Set in the Americanized Riviera, the novel, as Maxwell Geismer puts it ‘’is probably overloaded with references to the American empire, American men and women, American manners, clothes, faces and even American trains- absorbed as they are in an intense destiny of their own6’’.
Dick Diver is presented as a symbol of America, dynamic, young, strong and innocent. Fitzgerald’s portrayal of Nicole and Dick symbolizes the two extremes, Nicole symbolic of the corrupt and exploiting society and Dick- the natural idealist, is determined to realize his dreams. His devotion to Nicole parallels to that of Gatsby’s devotion to Daisy and while both men are destroyed by their meaningless lives .
Conclusion
The First World War with its widespread violence, terror and blood-shed had left humanity deeply scarred.
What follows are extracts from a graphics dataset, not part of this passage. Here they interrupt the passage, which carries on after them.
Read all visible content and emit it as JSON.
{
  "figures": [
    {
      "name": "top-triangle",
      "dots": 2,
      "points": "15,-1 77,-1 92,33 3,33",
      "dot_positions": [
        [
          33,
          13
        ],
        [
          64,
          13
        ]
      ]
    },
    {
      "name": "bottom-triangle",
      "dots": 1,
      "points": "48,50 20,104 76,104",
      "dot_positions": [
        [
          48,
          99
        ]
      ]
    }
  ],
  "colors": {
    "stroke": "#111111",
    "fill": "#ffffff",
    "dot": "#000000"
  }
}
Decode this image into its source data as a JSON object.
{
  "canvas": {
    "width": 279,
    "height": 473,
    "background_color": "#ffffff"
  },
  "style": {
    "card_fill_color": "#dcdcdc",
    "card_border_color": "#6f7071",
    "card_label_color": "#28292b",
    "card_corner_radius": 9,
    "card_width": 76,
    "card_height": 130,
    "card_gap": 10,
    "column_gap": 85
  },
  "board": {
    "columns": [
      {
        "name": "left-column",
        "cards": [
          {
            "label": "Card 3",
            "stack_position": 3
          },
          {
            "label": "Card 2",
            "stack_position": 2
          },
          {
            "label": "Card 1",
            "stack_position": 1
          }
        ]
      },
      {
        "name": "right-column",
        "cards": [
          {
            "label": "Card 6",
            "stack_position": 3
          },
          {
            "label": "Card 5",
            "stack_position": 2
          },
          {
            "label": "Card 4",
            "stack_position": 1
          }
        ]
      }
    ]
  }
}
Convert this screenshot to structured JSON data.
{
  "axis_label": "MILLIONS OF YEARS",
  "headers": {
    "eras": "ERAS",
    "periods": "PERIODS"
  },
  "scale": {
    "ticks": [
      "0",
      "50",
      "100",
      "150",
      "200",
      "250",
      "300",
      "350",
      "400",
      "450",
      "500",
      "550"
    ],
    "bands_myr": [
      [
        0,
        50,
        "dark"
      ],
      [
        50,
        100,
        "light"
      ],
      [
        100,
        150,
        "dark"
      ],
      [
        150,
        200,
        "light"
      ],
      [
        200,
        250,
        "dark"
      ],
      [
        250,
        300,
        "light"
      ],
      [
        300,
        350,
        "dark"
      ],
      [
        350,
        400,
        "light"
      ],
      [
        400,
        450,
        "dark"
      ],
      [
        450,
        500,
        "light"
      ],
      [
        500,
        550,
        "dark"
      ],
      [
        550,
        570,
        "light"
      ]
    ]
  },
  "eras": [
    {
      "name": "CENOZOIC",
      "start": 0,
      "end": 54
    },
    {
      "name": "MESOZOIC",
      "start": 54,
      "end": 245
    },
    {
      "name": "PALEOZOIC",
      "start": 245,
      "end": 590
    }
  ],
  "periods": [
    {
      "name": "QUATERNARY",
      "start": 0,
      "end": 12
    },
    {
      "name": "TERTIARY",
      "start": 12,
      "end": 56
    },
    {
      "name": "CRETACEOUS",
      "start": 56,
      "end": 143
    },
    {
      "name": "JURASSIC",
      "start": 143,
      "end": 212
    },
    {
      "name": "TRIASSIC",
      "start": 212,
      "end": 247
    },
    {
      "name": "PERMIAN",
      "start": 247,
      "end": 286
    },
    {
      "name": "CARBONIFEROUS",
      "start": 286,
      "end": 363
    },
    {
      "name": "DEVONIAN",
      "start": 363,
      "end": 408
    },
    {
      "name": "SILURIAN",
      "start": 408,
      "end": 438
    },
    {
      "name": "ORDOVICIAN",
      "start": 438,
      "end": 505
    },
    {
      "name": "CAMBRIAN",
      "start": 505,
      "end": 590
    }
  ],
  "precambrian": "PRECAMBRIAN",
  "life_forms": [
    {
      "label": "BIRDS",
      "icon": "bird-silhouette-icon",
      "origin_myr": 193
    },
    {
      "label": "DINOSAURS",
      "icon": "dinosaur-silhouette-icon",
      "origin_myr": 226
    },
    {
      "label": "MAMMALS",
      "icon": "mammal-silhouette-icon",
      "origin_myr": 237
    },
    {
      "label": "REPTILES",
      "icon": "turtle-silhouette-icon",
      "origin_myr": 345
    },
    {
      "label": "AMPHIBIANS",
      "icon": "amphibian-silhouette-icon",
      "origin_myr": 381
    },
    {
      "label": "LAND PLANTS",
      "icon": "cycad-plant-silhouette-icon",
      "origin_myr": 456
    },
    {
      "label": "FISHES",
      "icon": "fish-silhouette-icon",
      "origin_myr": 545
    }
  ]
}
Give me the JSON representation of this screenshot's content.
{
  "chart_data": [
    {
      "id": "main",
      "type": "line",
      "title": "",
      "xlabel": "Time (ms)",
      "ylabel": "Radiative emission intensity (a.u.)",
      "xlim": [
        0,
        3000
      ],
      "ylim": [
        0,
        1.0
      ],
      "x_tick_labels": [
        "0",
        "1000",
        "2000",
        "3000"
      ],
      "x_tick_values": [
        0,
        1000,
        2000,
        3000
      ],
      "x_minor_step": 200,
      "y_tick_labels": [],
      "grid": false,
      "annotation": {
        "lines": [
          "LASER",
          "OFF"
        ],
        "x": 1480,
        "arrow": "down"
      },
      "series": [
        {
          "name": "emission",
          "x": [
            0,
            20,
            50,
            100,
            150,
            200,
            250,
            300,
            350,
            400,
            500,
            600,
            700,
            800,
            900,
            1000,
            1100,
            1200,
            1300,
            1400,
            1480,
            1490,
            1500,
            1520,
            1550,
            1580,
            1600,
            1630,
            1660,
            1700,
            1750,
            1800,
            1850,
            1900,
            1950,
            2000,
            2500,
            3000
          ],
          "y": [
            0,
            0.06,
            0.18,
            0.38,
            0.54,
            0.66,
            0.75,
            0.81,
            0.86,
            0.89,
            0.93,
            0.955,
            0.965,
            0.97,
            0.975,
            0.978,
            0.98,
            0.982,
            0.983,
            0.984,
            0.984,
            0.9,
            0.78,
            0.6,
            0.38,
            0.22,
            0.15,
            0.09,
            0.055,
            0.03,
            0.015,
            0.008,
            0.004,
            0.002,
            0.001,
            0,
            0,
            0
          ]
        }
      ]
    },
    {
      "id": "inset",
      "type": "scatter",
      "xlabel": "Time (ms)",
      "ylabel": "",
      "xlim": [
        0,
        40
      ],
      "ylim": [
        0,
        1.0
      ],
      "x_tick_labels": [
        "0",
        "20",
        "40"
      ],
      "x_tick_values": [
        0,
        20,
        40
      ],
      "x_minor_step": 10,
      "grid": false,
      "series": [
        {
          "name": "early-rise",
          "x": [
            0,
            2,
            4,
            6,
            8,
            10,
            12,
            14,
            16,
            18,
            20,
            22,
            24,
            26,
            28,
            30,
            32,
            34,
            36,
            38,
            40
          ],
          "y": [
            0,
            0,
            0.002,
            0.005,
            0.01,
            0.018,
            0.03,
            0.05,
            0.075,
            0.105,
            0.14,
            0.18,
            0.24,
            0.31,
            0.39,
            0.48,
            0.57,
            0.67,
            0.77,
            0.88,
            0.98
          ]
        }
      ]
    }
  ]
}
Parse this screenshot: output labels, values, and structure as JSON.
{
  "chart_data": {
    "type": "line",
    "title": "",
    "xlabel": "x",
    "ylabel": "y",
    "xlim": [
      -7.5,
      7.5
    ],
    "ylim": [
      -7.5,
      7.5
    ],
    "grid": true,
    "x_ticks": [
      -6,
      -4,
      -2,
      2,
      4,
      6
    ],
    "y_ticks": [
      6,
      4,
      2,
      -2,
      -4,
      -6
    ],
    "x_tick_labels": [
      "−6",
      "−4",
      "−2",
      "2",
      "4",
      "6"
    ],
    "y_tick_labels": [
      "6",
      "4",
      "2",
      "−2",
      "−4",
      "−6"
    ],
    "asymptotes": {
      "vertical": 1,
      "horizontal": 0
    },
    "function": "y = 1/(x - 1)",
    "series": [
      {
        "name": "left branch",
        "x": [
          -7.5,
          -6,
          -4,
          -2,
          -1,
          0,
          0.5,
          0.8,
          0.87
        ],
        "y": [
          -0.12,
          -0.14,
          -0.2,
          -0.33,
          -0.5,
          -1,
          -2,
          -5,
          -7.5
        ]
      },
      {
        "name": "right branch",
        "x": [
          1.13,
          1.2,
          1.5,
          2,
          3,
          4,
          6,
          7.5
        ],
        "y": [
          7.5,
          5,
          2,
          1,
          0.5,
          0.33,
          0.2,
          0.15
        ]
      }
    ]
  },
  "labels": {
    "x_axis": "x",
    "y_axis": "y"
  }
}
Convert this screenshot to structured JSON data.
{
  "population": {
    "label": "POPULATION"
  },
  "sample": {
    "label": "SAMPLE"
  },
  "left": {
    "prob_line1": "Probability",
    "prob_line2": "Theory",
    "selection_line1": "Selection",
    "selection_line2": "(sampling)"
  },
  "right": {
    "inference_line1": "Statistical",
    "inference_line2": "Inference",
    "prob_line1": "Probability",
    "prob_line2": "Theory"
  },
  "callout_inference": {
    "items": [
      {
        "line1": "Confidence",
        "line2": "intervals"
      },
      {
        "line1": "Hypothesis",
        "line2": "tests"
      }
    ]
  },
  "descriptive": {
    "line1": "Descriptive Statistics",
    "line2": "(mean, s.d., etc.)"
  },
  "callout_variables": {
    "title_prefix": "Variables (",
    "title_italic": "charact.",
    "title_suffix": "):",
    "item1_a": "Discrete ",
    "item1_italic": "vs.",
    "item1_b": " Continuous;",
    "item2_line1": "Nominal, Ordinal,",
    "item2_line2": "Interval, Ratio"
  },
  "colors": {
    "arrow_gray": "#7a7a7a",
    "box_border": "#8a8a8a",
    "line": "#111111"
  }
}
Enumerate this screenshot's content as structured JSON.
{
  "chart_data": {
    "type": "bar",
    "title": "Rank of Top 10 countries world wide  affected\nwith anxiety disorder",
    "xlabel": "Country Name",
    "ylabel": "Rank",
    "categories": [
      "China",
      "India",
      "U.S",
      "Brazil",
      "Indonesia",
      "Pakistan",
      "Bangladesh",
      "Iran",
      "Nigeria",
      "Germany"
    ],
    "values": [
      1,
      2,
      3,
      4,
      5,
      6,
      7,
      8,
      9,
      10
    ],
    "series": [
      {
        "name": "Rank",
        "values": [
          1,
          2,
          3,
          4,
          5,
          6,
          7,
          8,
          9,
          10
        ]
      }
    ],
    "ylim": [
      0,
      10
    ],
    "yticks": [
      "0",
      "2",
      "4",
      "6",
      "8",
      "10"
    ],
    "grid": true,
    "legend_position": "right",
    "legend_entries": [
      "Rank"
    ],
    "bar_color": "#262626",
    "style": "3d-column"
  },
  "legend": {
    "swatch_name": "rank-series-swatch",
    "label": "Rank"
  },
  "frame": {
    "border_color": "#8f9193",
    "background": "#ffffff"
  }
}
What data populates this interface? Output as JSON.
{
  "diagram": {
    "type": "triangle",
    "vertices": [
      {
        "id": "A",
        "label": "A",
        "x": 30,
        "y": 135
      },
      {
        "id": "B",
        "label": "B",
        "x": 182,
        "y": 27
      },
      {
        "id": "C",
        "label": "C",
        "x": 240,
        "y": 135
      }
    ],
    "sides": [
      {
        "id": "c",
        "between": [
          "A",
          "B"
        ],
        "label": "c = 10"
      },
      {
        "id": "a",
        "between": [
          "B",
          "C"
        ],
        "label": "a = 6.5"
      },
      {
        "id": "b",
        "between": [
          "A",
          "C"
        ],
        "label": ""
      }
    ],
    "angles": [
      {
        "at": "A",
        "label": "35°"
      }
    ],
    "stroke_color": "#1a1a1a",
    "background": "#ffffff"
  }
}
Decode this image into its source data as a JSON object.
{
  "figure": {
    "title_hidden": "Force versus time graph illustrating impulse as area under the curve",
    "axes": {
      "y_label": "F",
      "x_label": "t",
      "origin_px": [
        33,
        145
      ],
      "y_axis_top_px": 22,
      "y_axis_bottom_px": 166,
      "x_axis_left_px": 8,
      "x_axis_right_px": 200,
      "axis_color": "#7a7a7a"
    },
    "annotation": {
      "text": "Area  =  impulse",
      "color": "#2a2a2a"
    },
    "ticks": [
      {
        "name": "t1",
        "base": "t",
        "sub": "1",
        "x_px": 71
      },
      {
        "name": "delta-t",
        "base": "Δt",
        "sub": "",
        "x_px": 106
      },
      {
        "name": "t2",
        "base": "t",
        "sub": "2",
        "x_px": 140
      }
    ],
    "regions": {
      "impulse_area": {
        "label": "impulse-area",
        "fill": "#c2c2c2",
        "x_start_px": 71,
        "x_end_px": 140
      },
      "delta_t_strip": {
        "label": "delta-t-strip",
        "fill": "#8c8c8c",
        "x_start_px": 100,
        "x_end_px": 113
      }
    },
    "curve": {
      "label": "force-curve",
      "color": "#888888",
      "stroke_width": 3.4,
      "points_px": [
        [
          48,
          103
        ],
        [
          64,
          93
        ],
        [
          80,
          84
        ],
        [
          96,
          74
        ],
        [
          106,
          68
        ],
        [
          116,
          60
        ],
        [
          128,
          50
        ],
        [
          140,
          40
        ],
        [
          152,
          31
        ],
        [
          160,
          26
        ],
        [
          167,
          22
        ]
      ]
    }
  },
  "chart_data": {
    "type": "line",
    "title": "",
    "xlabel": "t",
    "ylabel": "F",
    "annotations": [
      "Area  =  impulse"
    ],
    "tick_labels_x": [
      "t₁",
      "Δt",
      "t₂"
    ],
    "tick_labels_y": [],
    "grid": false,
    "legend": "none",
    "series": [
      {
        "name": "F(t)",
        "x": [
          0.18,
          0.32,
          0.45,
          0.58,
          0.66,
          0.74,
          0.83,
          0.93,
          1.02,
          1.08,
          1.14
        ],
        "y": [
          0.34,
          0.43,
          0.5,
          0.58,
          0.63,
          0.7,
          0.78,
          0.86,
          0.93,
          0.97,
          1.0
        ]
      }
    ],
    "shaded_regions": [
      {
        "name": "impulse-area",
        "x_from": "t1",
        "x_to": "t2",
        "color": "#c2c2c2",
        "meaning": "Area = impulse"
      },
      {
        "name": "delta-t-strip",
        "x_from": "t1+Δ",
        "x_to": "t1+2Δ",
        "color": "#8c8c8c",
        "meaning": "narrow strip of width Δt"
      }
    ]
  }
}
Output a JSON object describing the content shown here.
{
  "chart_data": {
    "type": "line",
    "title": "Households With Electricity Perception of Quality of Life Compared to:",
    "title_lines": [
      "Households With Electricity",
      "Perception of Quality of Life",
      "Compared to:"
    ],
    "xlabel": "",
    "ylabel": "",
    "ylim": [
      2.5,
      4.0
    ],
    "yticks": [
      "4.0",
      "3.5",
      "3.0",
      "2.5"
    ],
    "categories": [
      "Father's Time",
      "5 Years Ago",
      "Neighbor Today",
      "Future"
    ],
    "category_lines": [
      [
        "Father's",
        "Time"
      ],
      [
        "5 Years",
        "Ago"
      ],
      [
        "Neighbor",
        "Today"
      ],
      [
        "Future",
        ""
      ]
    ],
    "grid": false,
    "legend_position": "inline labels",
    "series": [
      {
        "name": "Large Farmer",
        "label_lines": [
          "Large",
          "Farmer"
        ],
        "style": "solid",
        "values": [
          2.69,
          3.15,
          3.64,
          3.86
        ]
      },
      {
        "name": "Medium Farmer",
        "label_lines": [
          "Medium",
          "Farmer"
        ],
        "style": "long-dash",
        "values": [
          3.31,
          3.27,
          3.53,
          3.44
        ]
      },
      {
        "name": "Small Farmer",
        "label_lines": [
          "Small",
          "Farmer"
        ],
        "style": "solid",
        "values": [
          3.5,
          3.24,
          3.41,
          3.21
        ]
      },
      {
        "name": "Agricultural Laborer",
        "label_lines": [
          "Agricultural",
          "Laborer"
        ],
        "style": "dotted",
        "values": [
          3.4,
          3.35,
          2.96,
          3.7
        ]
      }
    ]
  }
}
The sensitive psyche of the writer in the twenties revolted against the deplorable state of affairs. Thus appeared on the literary scene in America such novelists as Ernest Hemingway, William Faulkner, F. Scott Fitzgerald and John Dos Possos, who each in his own way became a genuine spokesman of that age-an age that came to be popularly termed as ‘the Jazz age. Fitzgerald is an author, who is a representative figure of his age, mirroring in his works the Twenties, a significant period of social disintegration. A regular study of sociology cannot so successfully mirror a society as a novel can. The novel by virtue of its bulk, presents a very detailed picture of society from both the individual and the collective points of view. In this sense, Fitzgerald’s This Side of Paradise and The Great Gatsby give a more intimate knowledge of the Twenties than any descriptive book by a sociologist. Brian Way calls Fitzgerald ‘A Social novelist’, with no reliance on ideology, myth or symbol. ‘’For Fitzgerald the most significant kind of reality is to be found in the observed manners of the immediate social group.7” His novels are truly committed to, ‘’render reality closely and in comprehensive detail,’’ and thus we find in his novels a complete report of the manners of men in his times.
Bibliography
- 1Richard Chase: The American Novel and its Tradition (Ludhiana, Kalyani Publishers, 1973), p.158.
- 2 Lionel Trilling, Liberal Imagination. Essays on Literature and Society (New York: Viking Press, 1933).P.163
- 3Arthur Mizener: ‘’Scott Fitzgerald and The 1920’s’’ In Kenneth E. Elbe (ed). F. Scott Fitzgerald: A Collection of Criticism: (New York: McGraw-Hill Book Company, 1973), pp.99-100.
- 4.F. Scott Fitzgerald, This Side of Paradise, (London: Penguin Book Ltd., 1977), p.60.
- 5Arthur Mizerner, The Far Side of Paradise (Boston: Houghton Mifflin Co., 1951), p142
- 6Maxwell Geismer, The Last of Provincials: The American Novel 1915-1925, (Boston: Houghton Mifflin Vo., 1947), p.329
- 7Brian way, Scott Fitzgerald and the art of social fiction (London: Edward Arnold, 1980) pp.2-3.